The company says its N-Fix product can imbue any crop with legume-type nitrogen fixing powers.

The product performed well in labs and greenhouses and was tested this year in field trials in the United Kingdom and Canada.

Blezard said grass crops fixed 75 percent of their nitrogen in field trials, canola 50 percent and wheat 25 percent. He said it was a bad year for growing wheat in the United Kingdom, and researchers made the mistake of overdosing the seed with bacteria.

The company intends to conduct one more year of field trials before potentially launching the product commercially in 2015. It hopes to capture a portion of the global inoculant business, which is worth an estimated $286 million annually.

Azotic has granted North American distribution rights to Engage Agro, a company from Guelph, Ont., that markets crop protection and nutritional products. Engage is co-ordinating the Canadian field trials and product registration.

Blezard said N-Fix could vastly reduce a farmer’s fertilizer bill. The world’s growers spend an estimated $114 billion a year applying nitrogen fertilizer to wheat, corn, canola and rice. The company claims N-Fix can save up to 50 percent of nitrogen fertilizer use, which would have the side benefit of making farming more environmentally sustainable.

“Your government is paranoid about (nitrogen) runoff as is the U.S. government. We have an answer for it,” said Blezard.

Murray Hartman, a provincial oilseed specialist with Alberta Agriculture, said any product that reduces agriculture’s environmental footprint and lowers input costs is desirable. He said the early N-Fix results appear promising.

However, he warned that products seldom perform as well in the real world as they do in greenhouses and controlled field trials.

“We’ve had biologicals come and go before in different aspects of crop production, but they haven’t necessarily been consistent enough with their efficacy to be that useful versus their cost,” said Hartman.

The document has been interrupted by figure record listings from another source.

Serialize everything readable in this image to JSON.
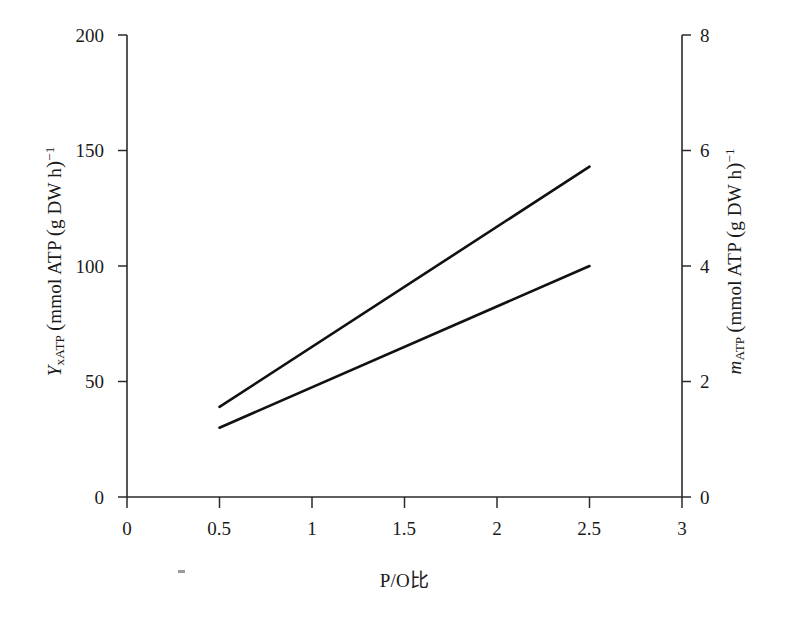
{
  "chart_data": {
    "type": "line",
    "title": "",
    "xlabel": "P/O比",
    "ylabel": "Y_xATP (mmol ATP (g DW h)^-1)",
    "ylabel_right": "m_ATP (mmol ATP (g DW h)^-1)",
    "xlim": [
      0,
      3
    ],
    "ylim": [
      0,
      200
    ],
    "ylim_right": [
      0,
      8
    ],
    "grid": false,
    "legend": "none",
    "xticks": [
      "0",
      "0.5",
      "1",
      "1.5",
      "2",
      "2.5",
      "3"
    ],
    "xtick_values": [
      0,
      0.5,
      1,
      1.5,
      2,
      2.5,
      3
    ],
    "yticks_left": [
      "0",
      "50",
      "100",
      "150",
      "200"
    ],
    "ytick_values_left": [
      0,
      50,
      100,
      150,
      200
    ],
    "yticks_right": [
      "0",
      "2",
      "4",
      "6",
      "8"
    ],
    "ytick_values_right": [
      0,
      2,
      4,
      6,
      8
    ],
    "series": [
      {
        "name": "Y_xATP",
        "axis": "left",
        "x": [
          0.5,
          2.5
        ],
        "values": [
          39,
          143
        ]
      },
      {
        "name": "m_ATP",
        "axis": "right",
        "x": [
          0.5,
          2.5
        ],
        "values": [
          1.2,
          4.0
        ],
        "values_left_scale": [
          29,
          100
        ]
      }
    ]
  },
  "axes": {
    "left_title": {
      "symbol": "Y",
      "symbol_sub": "xATP",
      "unit_open": "(",
      "unit_text": "mmol ATP",
      "unit_inner_open": "(",
      "unit_inner": "g DW h",
      "unit_inner_close": ")",
      "unit_exp": "−1",
      "unit_close": ""
    },
    "right_title": {
      "symbol": "m",
      "symbol_sub": "ATP",
      "unit_open": "(",
      "unit_text": "mmol ATP",
      "unit_inner_open": "(",
      "unit_inner": "g DW h",
      "unit_inner_close": ")",
      "unit_exp": "−1",
      "unit_close": ""
    },
    "x_title": "P/O比"
  }
}
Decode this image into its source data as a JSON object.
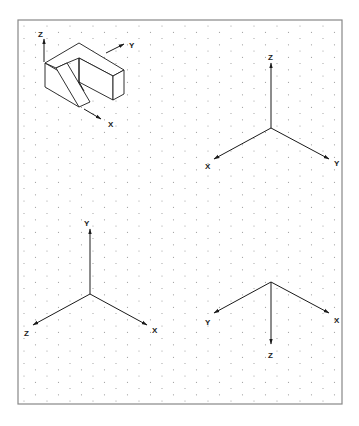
{
  "sheet": {
    "frame": {
      "x": 18,
      "y": 20,
      "width": 324,
      "height": 384,
      "border_color": "#888888"
    },
    "dot_grid": {
      "type": "isometric",
      "col_spacing": 11.5,
      "row_spacing": 12.5,
      "dot_color": "#9a9a9a"
    }
  },
  "object_sketch": {
    "description": "isometric block with slot",
    "axis_labels": {
      "z": "Z",
      "y": "Y",
      "x": "X"
    }
  },
  "axis_sets": [
    {
      "id": "top-right",
      "labels": {
        "z": "Z",
        "x": "X",
        "y": "Y"
      },
      "orientation": "Z up, X lower-left, Y lower-right"
    },
    {
      "id": "bottom-left",
      "labels": {
        "y": "Y",
        "z": "Z",
        "x": "X"
      },
      "orientation": "Y up, Z lower-left, X lower-right"
    },
    {
      "id": "bottom-right",
      "labels": {
        "y": "Y",
        "x": "X",
        "z": "Z"
      },
      "orientation": "Y upper-left, X upper-right, Z down"
    }
  ]
}
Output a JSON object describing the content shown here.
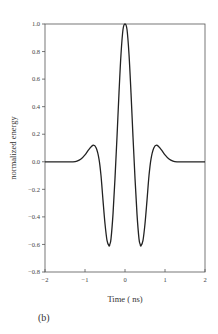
{
  "chart_data": {
    "type": "line",
    "title": "",
    "xlabel": "Time ( ns)",
    "ylabel": "normalized energy",
    "panel_label": "(b)",
    "xlim": [
      -2,
      2
    ],
    "ylim": [
      -0.8,
      1.0
    ],
    "grid": false,
    "legend": null,
    "xticks": [
      "-2",
      "-1",
      "0",
      "1",
      "2"
    ],
    "yticks": [
      "1.0",
      "0.8",
      "0.6",
      "0.4",
      "0.2",
      "0.0",
      "-0.2",
      "-0.4",
      "-0.6",
      "-0.8"
    ],
    "series": [
      {
        "name": "pulse",
        "color": "#222222",
        "x": [
          -2.0,
          -1.5,
          -1.3,
          -1.2,
          -1.1,
          -1.0,
          -0.9,
          -0.8,
          -0.72,
          -0.65,
          -0.6,
          -0.55,
          -0.5,
          -0.45,
          -0.4,
          -0.38,
          -0.35,
          -0.3,
          -0.25,
          -0.2,
          -0.15,
          -0.1,
          -0.05,
          0.0,
          0.05,
          0.1,
          0.15,
          0.2,
          0.25,
          0.3,
          0.35,
          0.38,
          0.4,
          0.45,
          0.5,
          0.55,
          0.6,
          0.65,
          0.72,
          0.8,
          0.9,
          1.0,
          1.1,
          1.2,
          1.3,
          1.5,
          2.0
        ],
        "y": [
          0.0,
          0.0,
          0.0,
          0.005,
          0.02,
          0.05,
          0.09,
          0.12,
          0.1,
          0.02,
          -0.1,
          -0.28,
          -0.45,
          -0.57,
          -0.61,
          -0.6,
          -0.56,
          -0.38,
          -0.12,
          0.18,
          0.5,
          0.78,
          0.96,
          1.0,
          0.96,
          0.78,
          0.5,
          0.18,
          -0.12,
          -0.38,
          -0.56,
          -0.6,
          -0.61,
          -0.57,
          -0.45,
          -0.28,
          -0.1,
          0.02,
          0.1,
          0.12,
          0.09,
          0.05,
          0.02,
          0.005,
          0.0,
          0.0,
          0.0
        ]
      }
    ]
  }
}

Biologicals can lose some of their clout when exposed to competition in the soil.

Hartman also said the bacteria use energy from the plant to produce nitrogen, which can lead to reduced yields.

Blezard said that isn’t the case with N-Fix technology. He said the process is efficient and no energy is lost to the crop.

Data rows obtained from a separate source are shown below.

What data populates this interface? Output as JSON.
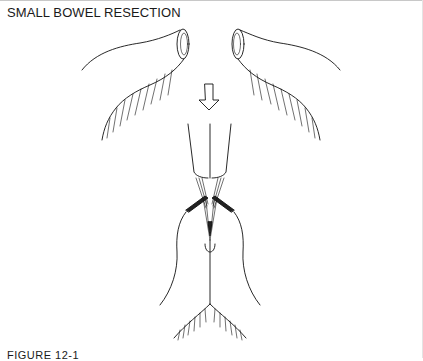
{
  "document": {
    "title": "SMALL BOWEL RESECTION",
    "caption": "FIGURE 12-1"
  },
  "illustration": {
    "subject": "small-bowel-resection-diagram",
    "parts": [
      "left-bowel-segment",
      "right-bowel-segment",
      "down-arrow",
      "anastomosis",
      "mesentery"
    ],
    "stroke_color": "#111111",
    "background": "#ffffff"
  }
}
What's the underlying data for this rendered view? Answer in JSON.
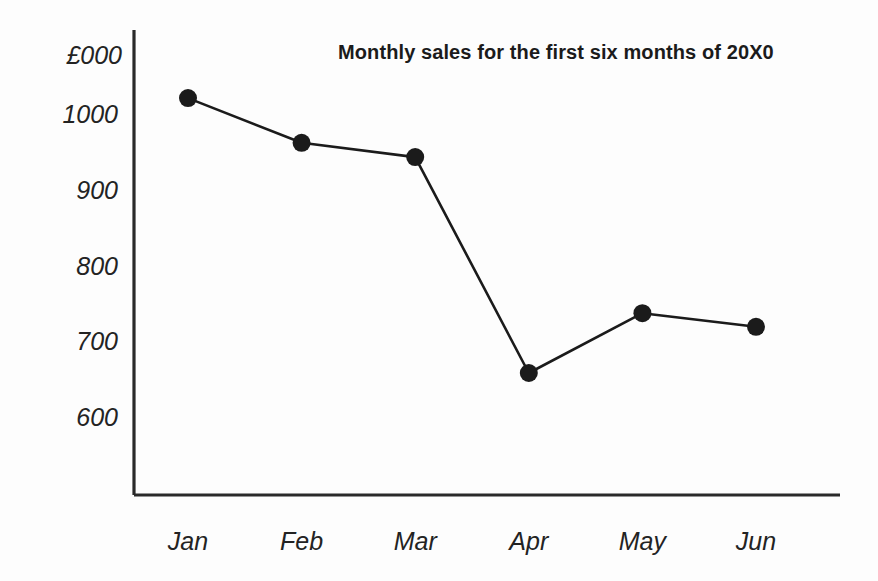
{
  "chart_data": {
    "type": "line",
    "title": "Monthly sales for the first six months of 20X0",
    "xlabel": "",
    "ylabel": "£000",
    "categories": [
      "Jan",
      "Feb",
      "Mar",
      "Apr",
      "May",
      "Jun"
    ],
    "values": [
      1025,
      966,
      947,
      662,
      741,
      723
    ],
    "series": [
      {
        "name": "Monthly sales",
        "values": [
          1025,
          966,
          947,
          662,
          741,
          723
        ]
      }
    ],
    "ytick_labels": [
      "1000",
      "900",
      "800",
      "700",
      "600"
    ],
    "ytick_values": [
      1000,
      900,
      800,
      700,
      600
    ],
    "ylim": [
      560,
      1060
    ],
    "xtick_labels": [
      "Jan",
      "Feb",
      "Mar",
      "Apr",
      "May",
      "Jun"
    ],
    "grid": false,
    "legend": false,
    "legend_position": "none",
    "marker": "filled-circle",
    "line_color": "#1b1b1b",
    "marker_color": "#1b1b1b",
    "axis_color": "#2a2a2a",
    "background_color": "#fdfdfd"
  },
  "axes": {
    "unit_label": "£000"
  }
}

He said the company will use the field trial results to quantify how much nitrogen growers will save by using N-Fix on different crops, which will help it establish a price for the product.

Hartman said the goal in nitrogen fixation would be to create something like a canola crop that has root nodules similar to legume plants, which supply almost all of the plant’s nitrogen needs.

Seed technology companies have created plants that use nitrogen more efficiently, but he doesn’t know of any major company attempting to develop true nitrogen-fixing crops.

Some work on that front is being conducted at the John Innes Centre in the United Kingdom.

The Bill and Melinda Gates Foundation recently gave the centre $9.8 million to develop corn lines that can sense nitrogen-fixing soil bacteria.

About the author

Sean Pratt

Sean Pratt

Reporter/Analyst

Sean Pratt has been working at The Western Producer since 1993 after graduating from the University of Regina’s School of Journalism. Sean also has a Bachelor of Commerce degree from the University of Saskatchewan and worked in a bank for a few years before switching careers. Sean primarily writes markets and policy stories about the grain industry and has attended more than 100 conferences over the past three decades. He has received awards from the Canadian Farm Writers Federation, North American Agricultural Journalists and the American Agricultural Editors Association.